Extracted entries:
========================================
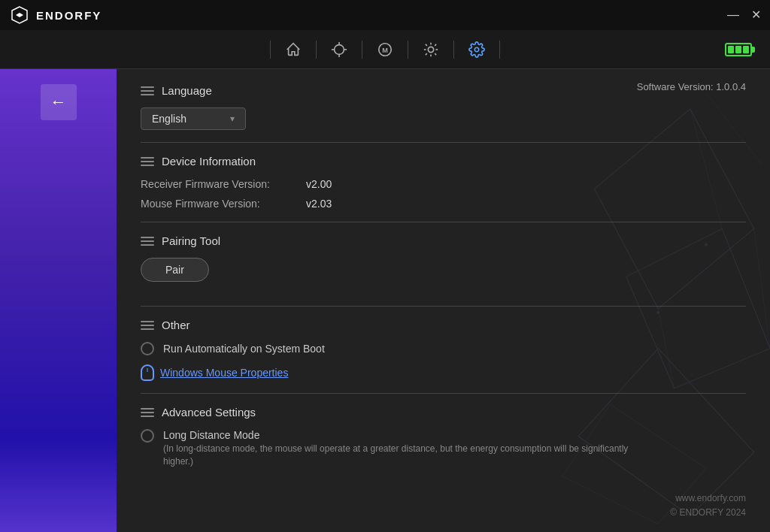 This screenshot has width=770, height=532. Describe the element at coordinates (209, 412) in the screenshot. I see `advanced-title: Advanced Settings` at that location.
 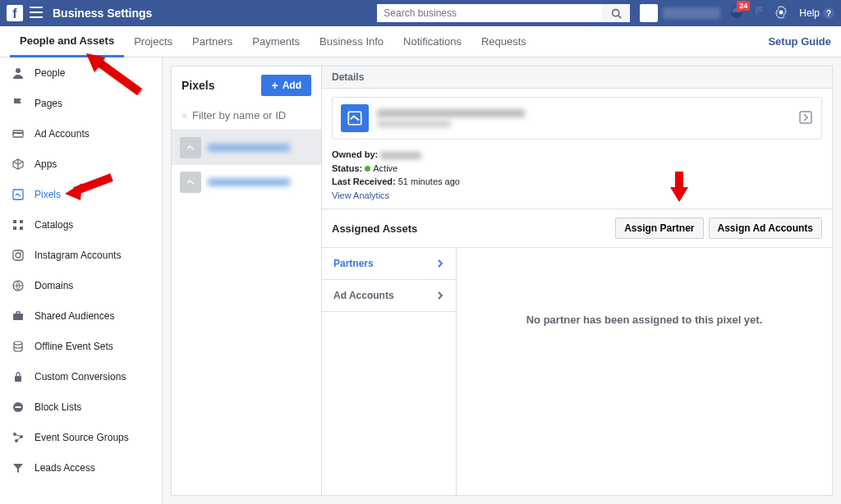 What do you see at coordinates (800, 41) in the screenshot?
I see `setup-guide-link: Setup Guide` at bounding box center [800, 41].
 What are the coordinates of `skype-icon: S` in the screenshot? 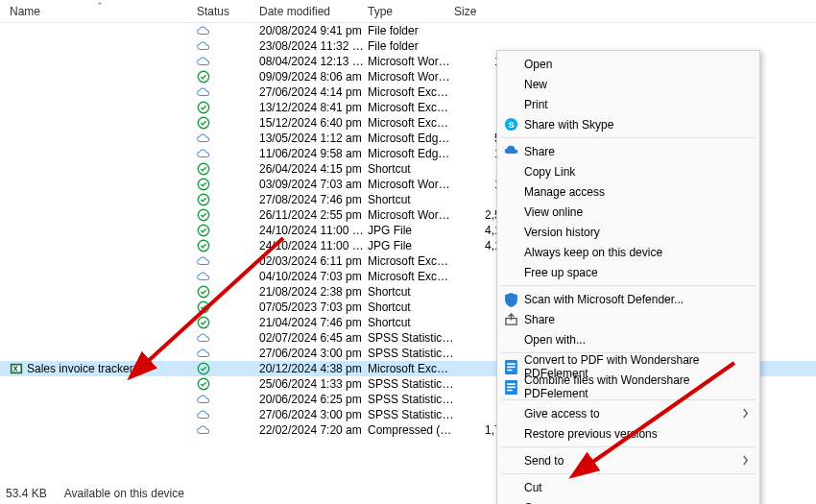 It's located at (511, 125).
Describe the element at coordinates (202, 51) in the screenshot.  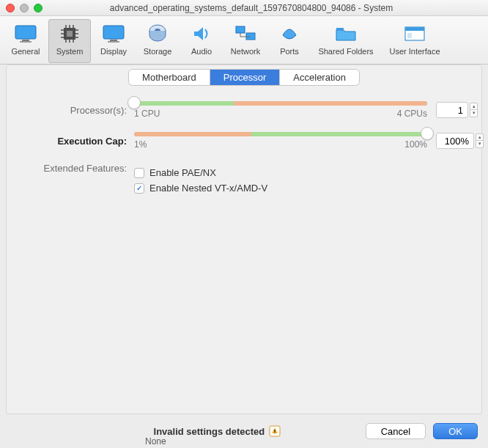
I see `toolbar-label: Audio` at that location.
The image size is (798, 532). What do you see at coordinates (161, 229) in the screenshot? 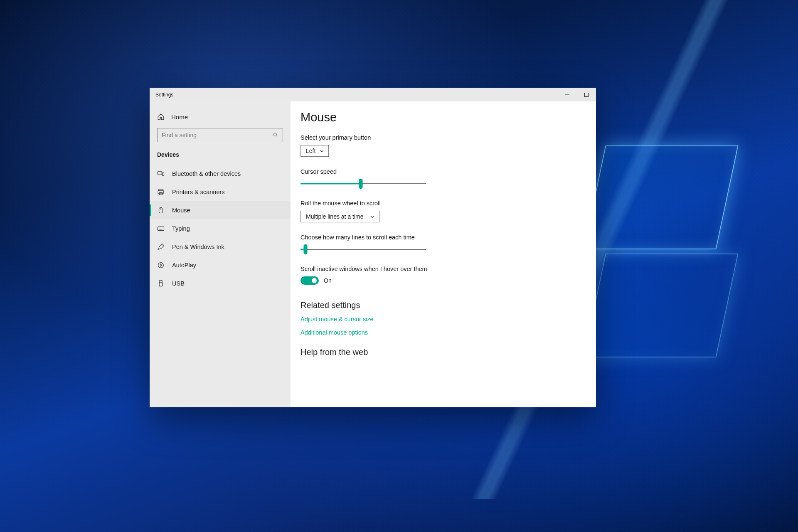
I see `keyboard-icon` at bounding box center [161, 229].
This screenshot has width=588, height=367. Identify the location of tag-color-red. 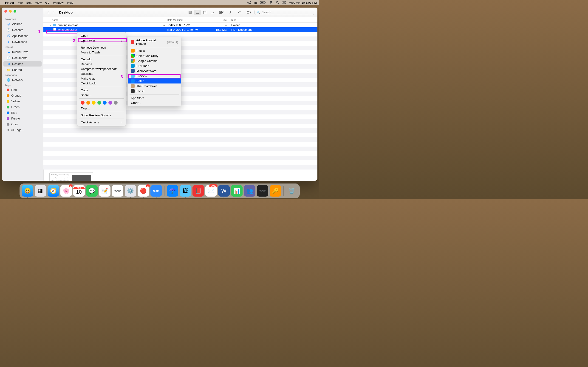
(83, 103).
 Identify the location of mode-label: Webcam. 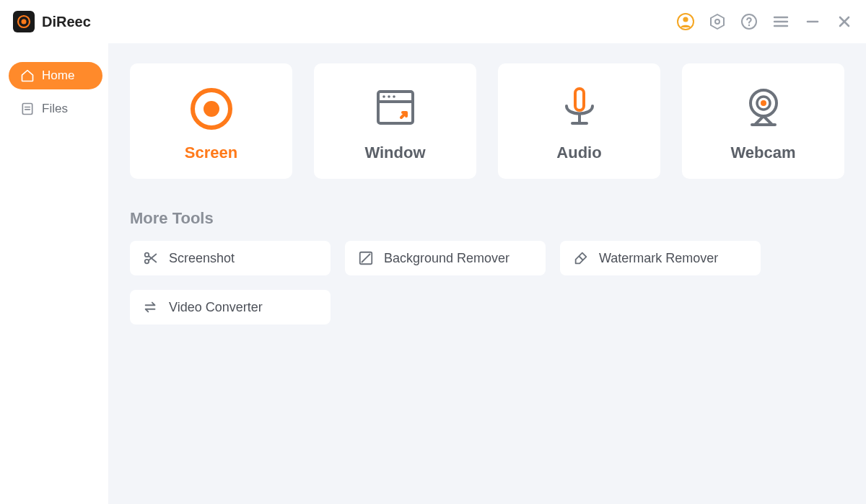
(763, 153).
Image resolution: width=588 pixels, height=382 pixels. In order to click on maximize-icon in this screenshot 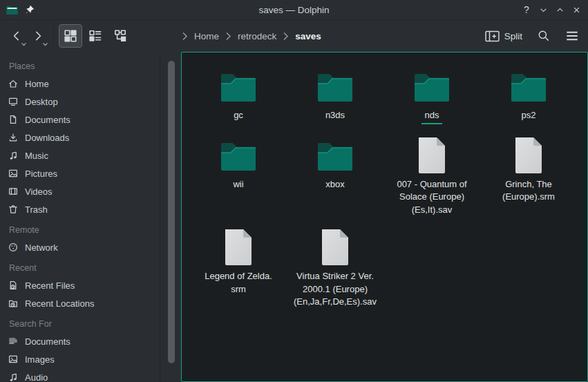, I will do `click(560, 10)`.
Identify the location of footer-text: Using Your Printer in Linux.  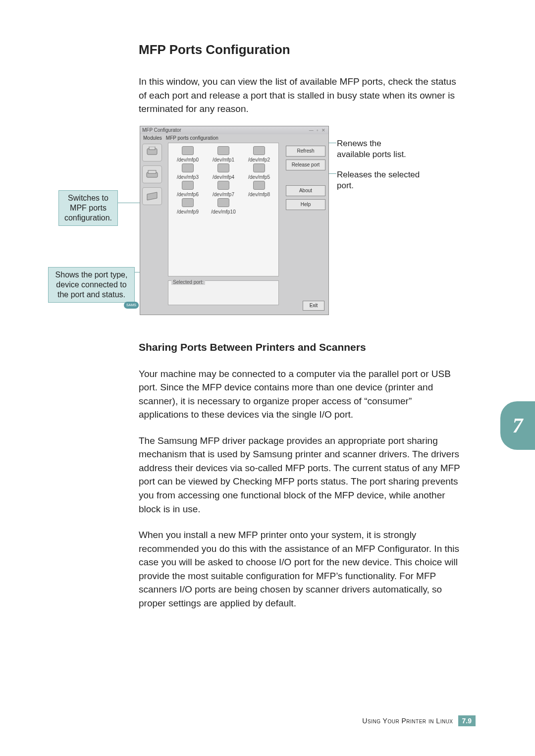
(407, 721).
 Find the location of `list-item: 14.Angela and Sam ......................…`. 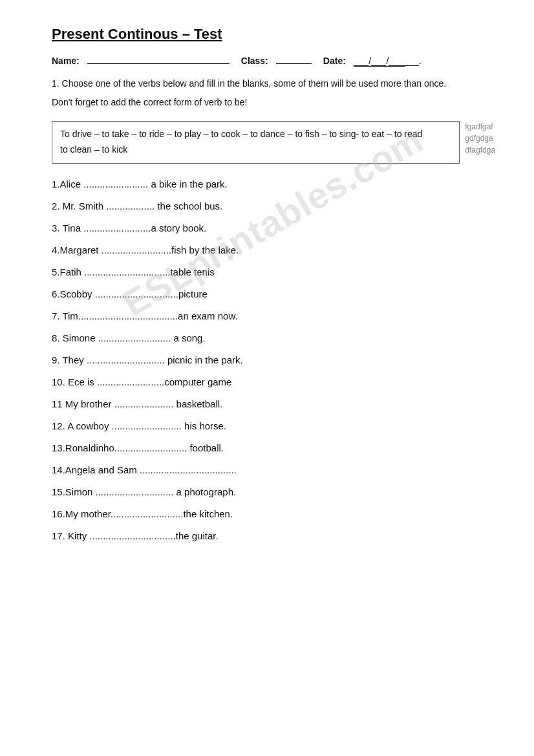

list-item: 14.Angela and Sam ......................… is located at coordinates (273, 470).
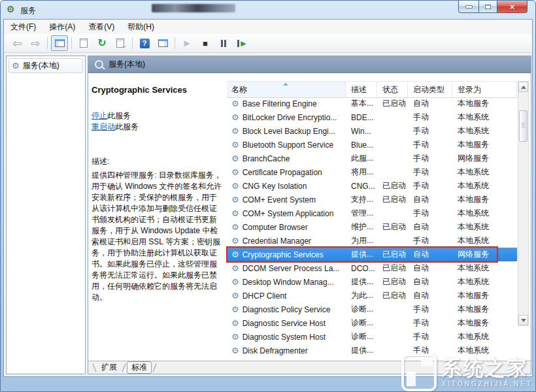 The width and height of the screenshot is (536, 392). I want to click on service-row: ⚙ BranchCache 此服... 手动 网络服务, so click(372, 158).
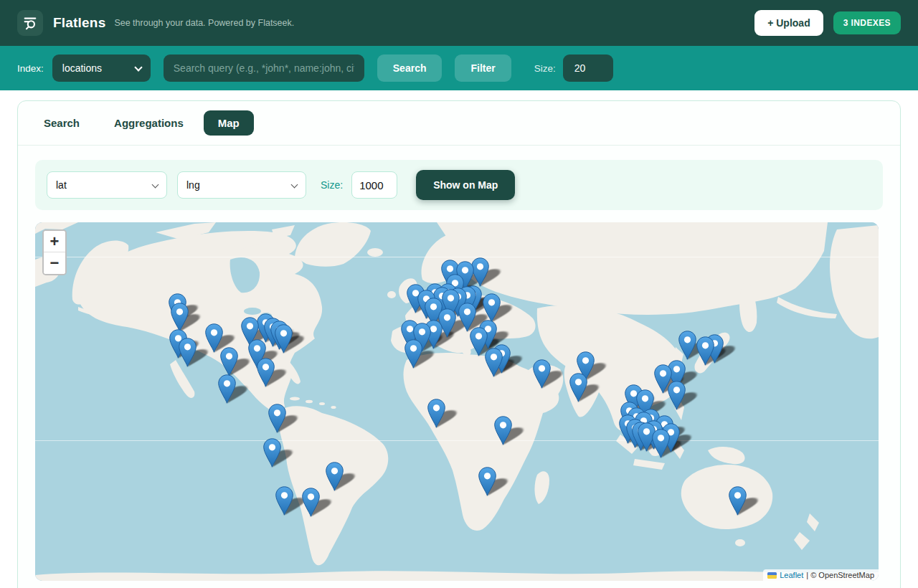 Image resolution: width=918 pixels, height=588 pixels. Describe the element at coordinates (459, 123) in the screenshot. I see `tab-bar: Search Aggregations Map` at that location.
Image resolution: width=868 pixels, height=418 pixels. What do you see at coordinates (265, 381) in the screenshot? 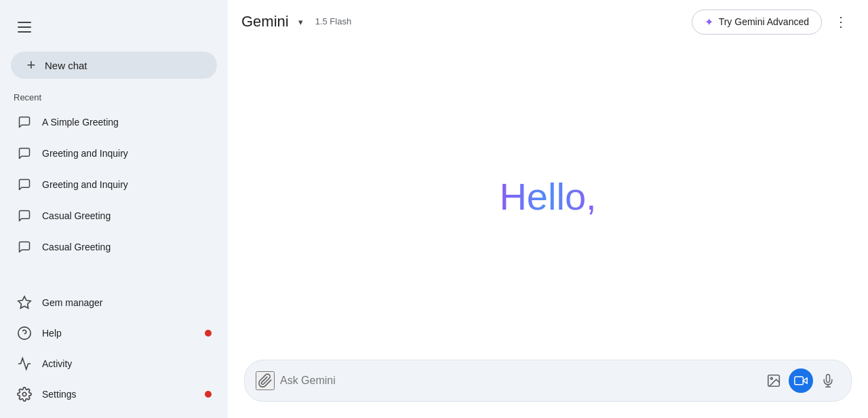
I see `attach-button` at bounding box center [265, 381].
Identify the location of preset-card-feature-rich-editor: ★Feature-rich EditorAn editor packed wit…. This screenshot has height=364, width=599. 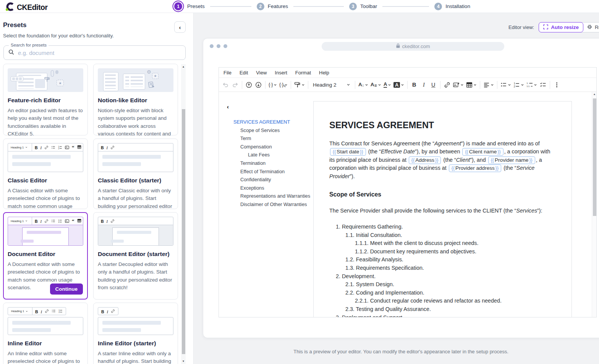
(45, 100).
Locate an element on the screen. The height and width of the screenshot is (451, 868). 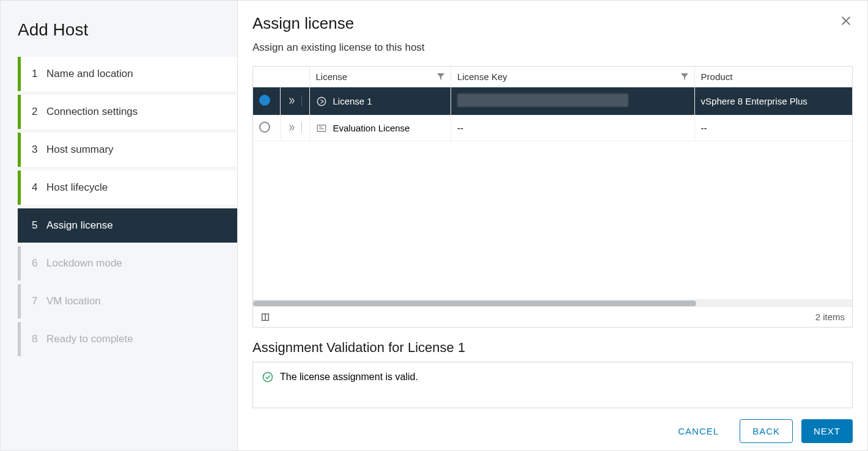
step-lockdown-mode: 6 Lockdown mode is located at coordinates (127, 263).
========================================
About this exercise: Starting at the line that contains "Image resolution: width=868", retype each line through the end of the data exactly, and leave out every picture.

Result of the task:
Image resolution: width=868 pixels, height=418 pixels. What do you see at coordinates (265, 381) in the screenshot? 
I see `attach-button` at bounding box center [265, 381].
Identify the location of preset-card-feature-rich-editor: ★Feature-rich EditorAn editor packed wit…. This screenshot has height=364, width=599. 
(45, 100).
Locate an element on the screen. The height and width of the screenshot is (451, 868). 
step-lockdown-mode: 6 Lockdown mode is located at coordinates (127, 263).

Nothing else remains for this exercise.